2016-07-27
Jan. 15--The USA's abortion rate in 2000 fell to its lowest level since 1974, the year after the Roe vs. Wade Supreme Court decision legalized the procedure, according to new data from a non-profit reproductive health research group.

Researchers at the Alan Guttmacher Institute surveyed abortion providers and found:
  • In 2000, there were 21.3 abortions per 1,000 women age 15 to 44, down from a rate of 22 in 1996. The abortion rate ranged from 1 per 1,000 in Wyoming to 39 in New York.
  • The U.S. abortion rate has been declining since the peak of 29 in 1980, says Lawrence Finer, Guttmacher's assistant research director.
  • The actual number of abortions also declined slightly from 1996 to 2000, from 1.36 million to 1.31 million.
  • The percentage of counties that had no abortion provider rose slightly from 1996 to 2000, from 86% to 87%. The number of facilities performing abortions declined about 10% in that time period, from 2000 to 1,819. However, Finer says, the proportion of abortion providers who reported having been harassed, including through picketing and vandalism, declined.

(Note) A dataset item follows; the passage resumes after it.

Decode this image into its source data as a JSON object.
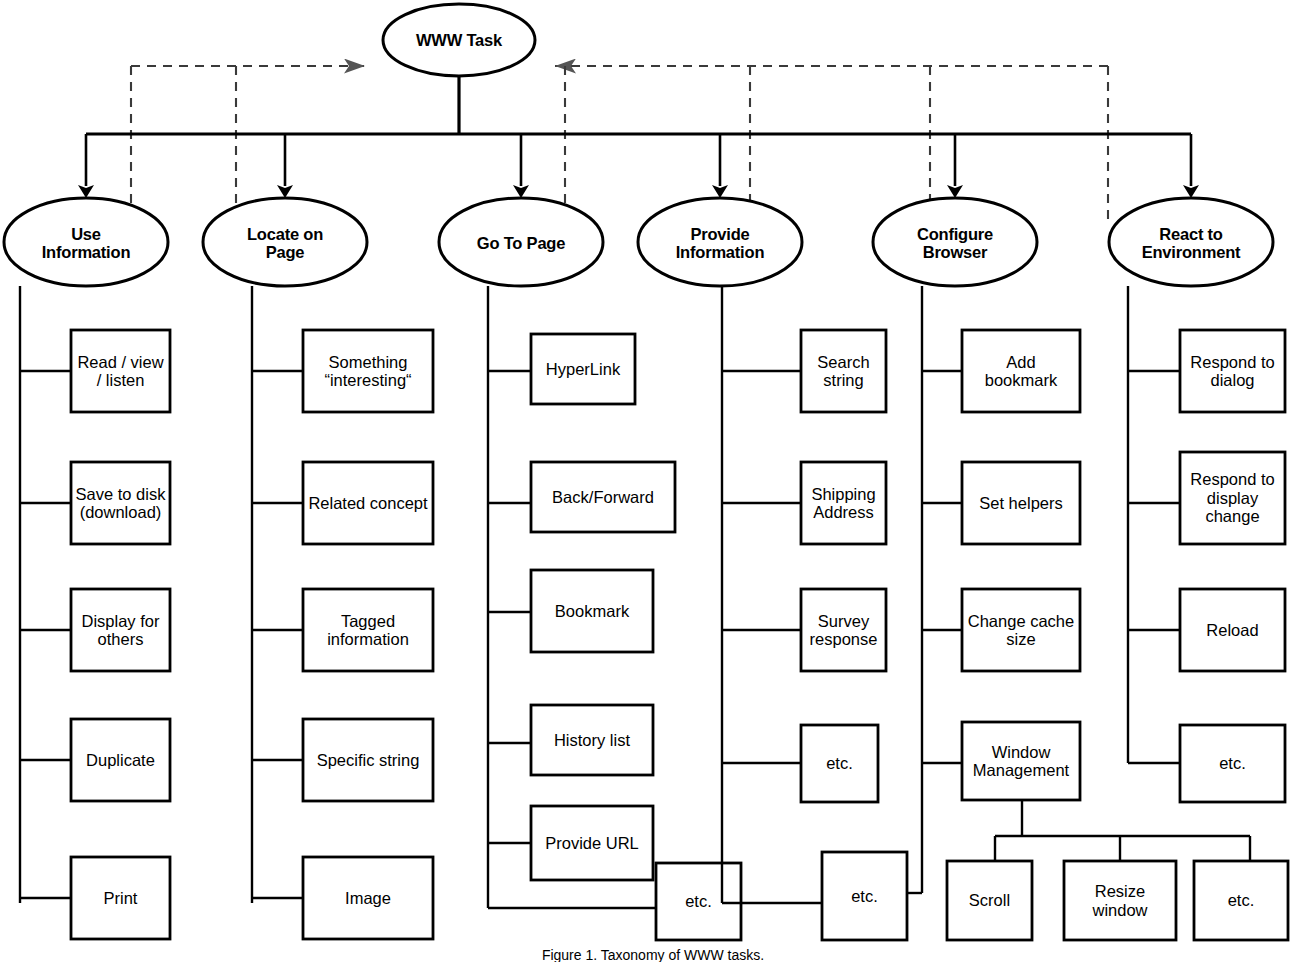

    During that period, only a third of women of reproductive age lived in counties without an abortion provider. A quarter of women who had an abortion in 2000 traveled 50 miles or more to get one, according to the Guttmacher data. The vast majority of abortions were performed in clinics. Only 3% were done in hospitals, and 2% were done in doctors' offices.

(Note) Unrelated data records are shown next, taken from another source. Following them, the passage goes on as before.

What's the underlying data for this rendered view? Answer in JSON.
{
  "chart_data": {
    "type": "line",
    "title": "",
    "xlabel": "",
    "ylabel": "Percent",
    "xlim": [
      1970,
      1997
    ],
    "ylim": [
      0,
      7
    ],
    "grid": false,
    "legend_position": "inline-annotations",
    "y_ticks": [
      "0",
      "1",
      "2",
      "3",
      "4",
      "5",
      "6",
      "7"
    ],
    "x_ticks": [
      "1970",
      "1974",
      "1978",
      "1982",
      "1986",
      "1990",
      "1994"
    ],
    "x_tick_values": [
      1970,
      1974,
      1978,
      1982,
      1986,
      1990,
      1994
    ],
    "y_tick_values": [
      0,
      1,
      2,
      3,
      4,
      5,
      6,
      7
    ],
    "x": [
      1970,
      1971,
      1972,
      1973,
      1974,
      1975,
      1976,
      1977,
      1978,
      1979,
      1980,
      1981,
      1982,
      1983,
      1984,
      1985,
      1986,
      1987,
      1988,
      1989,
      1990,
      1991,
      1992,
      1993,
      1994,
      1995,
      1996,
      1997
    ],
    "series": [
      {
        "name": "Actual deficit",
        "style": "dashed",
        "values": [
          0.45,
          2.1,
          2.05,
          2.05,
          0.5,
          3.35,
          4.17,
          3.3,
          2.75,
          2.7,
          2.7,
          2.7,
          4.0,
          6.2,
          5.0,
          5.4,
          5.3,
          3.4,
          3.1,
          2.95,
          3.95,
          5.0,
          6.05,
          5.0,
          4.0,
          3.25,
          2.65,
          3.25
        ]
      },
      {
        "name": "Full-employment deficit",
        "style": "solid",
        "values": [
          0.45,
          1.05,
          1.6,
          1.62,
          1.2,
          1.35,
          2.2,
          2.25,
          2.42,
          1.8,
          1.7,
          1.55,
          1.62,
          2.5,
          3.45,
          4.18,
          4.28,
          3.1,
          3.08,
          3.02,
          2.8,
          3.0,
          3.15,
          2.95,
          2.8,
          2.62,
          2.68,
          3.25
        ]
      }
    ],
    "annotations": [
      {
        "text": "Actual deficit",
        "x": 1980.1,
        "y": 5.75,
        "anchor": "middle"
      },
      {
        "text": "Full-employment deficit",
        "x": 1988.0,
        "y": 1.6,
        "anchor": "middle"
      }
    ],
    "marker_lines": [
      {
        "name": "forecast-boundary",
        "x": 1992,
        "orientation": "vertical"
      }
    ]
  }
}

    The study was not designed to quantify how different factors might have contributed to declines in abortion rate and access, Finer says. Factors might include:

  • Price. For the first time in recent memory, Finer says, the cost of a surgical abortion increased, after accounting for inflation, to $372 at 10 weeks gestation.
  • Fewer unintended pregnancies. Finer cites new contraceptives and wider use of emergency contraception, or "morning-after pills." And increasingly, young people are abstaining from sexual intercourse or requiring partners to wear condoms because they fear contracting sexually transmitted infections, says Mildred Hanson of Minneapolis, who has performed abortions for more than 40 years.
  • RU-486. Medical abortions represented 6% of total abortions in 2000, the year in which RU-486, sold as Mifeprex, came on the market. Since then, Finer says, sales reportedly have increased.